Ayanda Ncwane opens up about being a widow, raising her sons on her own and the unbreakable bond she shares with Sfiso.
SHE slowly makes her way down a flight of stairs, her feet seemingly as heavy as her heart, and sits down in the living room of her home, which is adorned with murals and artefacts collected from her travels with the man she thought she would spend the rest of her life with.
“He loved this house,” Ayanda Ncwane says softly, glancing at the nine SA Music Awards and handful of Crown Gospel Music awards won by her late husband, Sfiso, which are also on proud display. The couple were planning to add a recording studio to their mansion in Dainfern, the upmarket estate between Joburg and Pretoria they moved into last August with sons Ngcweti (13) and Mawenza (8).
The studio was one of many plans they had for their home – the family’s first standalone house – but this, like so many other dreams, were shattered when the celebrated muso passed away.
It’s been three months since Sfiso’s untimely death, and after going to ground for a while Ayanda (32) is finally opening up, telling in an emotion-filled interview of her heartache and longing as well as her ongoing, troubled relationship with her mother-in-law.
“I miss him a lot. The first two months [after his death] I could literally smell him all around the house,” she says.
Sfiso loved cologne, she tells us. “Even my clothes smelled of his cologne so I haven’t washed them.”
Ayanda’s world came crashing down on 5 December last year when Sfiso died suddenly from kidney failure. The 37-year-old singer had been in Limpopo to perform at the Thobela FM Praise and Worship Gospel Festival and his abrupt death shocked her to her core.
“He had complained he was tired but he didn’t look sick. I couldn’t believe he was dead – I thought he was pranking me.”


For the word "follicle", state how many lines of the data include it. Respond with the number only.

§ §

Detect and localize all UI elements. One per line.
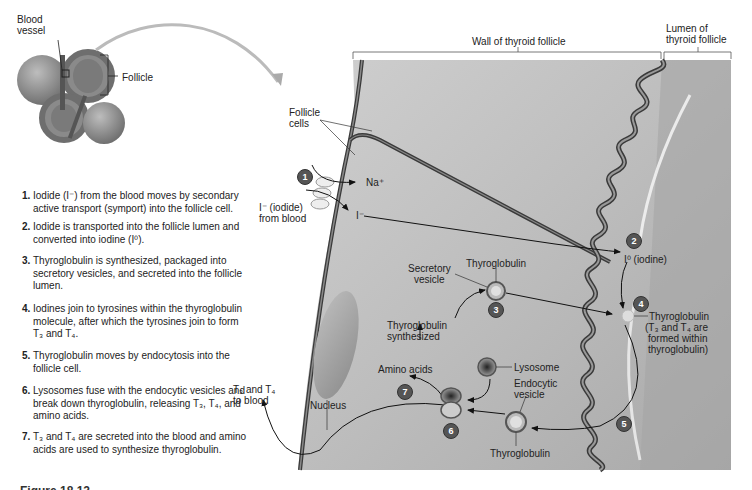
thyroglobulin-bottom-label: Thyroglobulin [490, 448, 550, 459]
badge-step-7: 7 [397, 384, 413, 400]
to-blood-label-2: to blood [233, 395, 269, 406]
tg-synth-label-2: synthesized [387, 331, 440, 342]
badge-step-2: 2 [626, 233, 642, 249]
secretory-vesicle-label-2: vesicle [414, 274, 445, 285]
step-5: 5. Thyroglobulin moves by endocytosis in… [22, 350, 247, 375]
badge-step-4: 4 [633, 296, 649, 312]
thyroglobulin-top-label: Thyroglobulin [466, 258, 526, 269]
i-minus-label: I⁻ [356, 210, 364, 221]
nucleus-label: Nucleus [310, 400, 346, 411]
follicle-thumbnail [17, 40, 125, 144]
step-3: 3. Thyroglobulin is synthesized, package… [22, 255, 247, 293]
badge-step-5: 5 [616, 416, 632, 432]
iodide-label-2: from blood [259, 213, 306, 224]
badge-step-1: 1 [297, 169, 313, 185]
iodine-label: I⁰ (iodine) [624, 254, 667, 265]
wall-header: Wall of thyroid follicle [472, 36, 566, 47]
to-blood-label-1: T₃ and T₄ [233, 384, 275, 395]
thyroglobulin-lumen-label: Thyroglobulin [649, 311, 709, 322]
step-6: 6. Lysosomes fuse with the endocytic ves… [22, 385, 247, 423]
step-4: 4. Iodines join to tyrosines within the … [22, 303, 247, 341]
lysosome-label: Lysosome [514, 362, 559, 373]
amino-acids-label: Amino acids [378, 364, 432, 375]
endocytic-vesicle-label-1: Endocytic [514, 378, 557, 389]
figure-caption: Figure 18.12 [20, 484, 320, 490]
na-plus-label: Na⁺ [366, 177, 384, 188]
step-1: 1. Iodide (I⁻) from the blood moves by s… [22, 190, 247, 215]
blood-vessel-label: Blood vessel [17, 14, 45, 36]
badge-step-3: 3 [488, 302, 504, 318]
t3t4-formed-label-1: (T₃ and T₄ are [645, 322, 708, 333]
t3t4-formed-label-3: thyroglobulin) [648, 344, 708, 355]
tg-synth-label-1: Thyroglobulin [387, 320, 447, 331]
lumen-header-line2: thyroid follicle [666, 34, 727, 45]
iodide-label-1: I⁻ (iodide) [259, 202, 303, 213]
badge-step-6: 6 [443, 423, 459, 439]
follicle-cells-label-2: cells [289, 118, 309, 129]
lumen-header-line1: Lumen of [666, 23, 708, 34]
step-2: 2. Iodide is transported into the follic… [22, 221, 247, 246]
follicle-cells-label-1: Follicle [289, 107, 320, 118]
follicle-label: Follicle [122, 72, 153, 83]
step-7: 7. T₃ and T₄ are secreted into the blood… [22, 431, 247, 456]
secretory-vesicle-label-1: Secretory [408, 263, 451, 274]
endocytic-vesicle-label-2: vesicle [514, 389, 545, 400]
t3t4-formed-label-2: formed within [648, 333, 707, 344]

§ §

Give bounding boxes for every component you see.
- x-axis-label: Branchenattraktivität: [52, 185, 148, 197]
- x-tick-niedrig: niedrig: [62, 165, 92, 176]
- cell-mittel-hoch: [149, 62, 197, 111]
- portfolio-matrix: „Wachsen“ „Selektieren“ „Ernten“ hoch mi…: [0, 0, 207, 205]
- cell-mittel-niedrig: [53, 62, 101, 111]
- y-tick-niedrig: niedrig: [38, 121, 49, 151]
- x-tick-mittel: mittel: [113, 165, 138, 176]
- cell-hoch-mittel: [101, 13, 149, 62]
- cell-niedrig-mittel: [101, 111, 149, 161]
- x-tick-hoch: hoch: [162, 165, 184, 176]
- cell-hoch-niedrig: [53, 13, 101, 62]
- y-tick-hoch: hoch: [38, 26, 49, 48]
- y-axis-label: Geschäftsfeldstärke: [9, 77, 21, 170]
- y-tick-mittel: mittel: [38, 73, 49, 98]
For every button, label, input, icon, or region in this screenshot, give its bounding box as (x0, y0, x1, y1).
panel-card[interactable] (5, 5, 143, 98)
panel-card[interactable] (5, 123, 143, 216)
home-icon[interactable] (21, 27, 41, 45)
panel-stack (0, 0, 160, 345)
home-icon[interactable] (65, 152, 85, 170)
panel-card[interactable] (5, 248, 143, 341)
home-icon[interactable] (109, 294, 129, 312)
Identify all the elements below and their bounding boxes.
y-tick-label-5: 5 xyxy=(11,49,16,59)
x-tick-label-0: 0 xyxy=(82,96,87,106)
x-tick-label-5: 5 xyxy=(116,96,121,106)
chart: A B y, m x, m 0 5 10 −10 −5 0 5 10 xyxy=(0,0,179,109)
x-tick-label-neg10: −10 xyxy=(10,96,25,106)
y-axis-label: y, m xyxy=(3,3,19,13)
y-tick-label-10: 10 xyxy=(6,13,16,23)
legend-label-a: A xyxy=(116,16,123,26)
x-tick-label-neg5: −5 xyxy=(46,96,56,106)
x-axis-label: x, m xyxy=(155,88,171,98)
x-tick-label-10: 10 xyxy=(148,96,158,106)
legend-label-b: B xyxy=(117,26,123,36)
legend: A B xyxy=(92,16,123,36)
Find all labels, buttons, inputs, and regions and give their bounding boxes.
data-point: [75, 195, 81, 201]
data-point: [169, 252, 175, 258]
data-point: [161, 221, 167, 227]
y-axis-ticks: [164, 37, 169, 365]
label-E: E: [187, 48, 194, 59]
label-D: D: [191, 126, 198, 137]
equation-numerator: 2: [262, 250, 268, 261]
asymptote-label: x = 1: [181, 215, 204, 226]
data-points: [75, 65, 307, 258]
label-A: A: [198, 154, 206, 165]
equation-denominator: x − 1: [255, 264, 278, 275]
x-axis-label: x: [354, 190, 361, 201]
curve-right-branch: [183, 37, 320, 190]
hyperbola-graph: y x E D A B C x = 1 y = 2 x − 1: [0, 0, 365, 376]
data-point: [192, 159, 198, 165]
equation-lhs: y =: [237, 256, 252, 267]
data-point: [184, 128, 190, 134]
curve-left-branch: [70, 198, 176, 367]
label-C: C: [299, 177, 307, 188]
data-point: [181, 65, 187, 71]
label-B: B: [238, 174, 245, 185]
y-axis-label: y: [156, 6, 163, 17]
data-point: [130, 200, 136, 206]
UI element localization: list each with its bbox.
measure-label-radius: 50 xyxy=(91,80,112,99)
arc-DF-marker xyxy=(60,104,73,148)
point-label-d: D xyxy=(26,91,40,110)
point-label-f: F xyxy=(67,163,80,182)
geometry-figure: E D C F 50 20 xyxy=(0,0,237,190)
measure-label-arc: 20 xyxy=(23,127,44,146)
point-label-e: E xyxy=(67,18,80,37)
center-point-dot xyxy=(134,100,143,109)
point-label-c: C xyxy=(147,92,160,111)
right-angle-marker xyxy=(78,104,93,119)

§ §

Task output - 6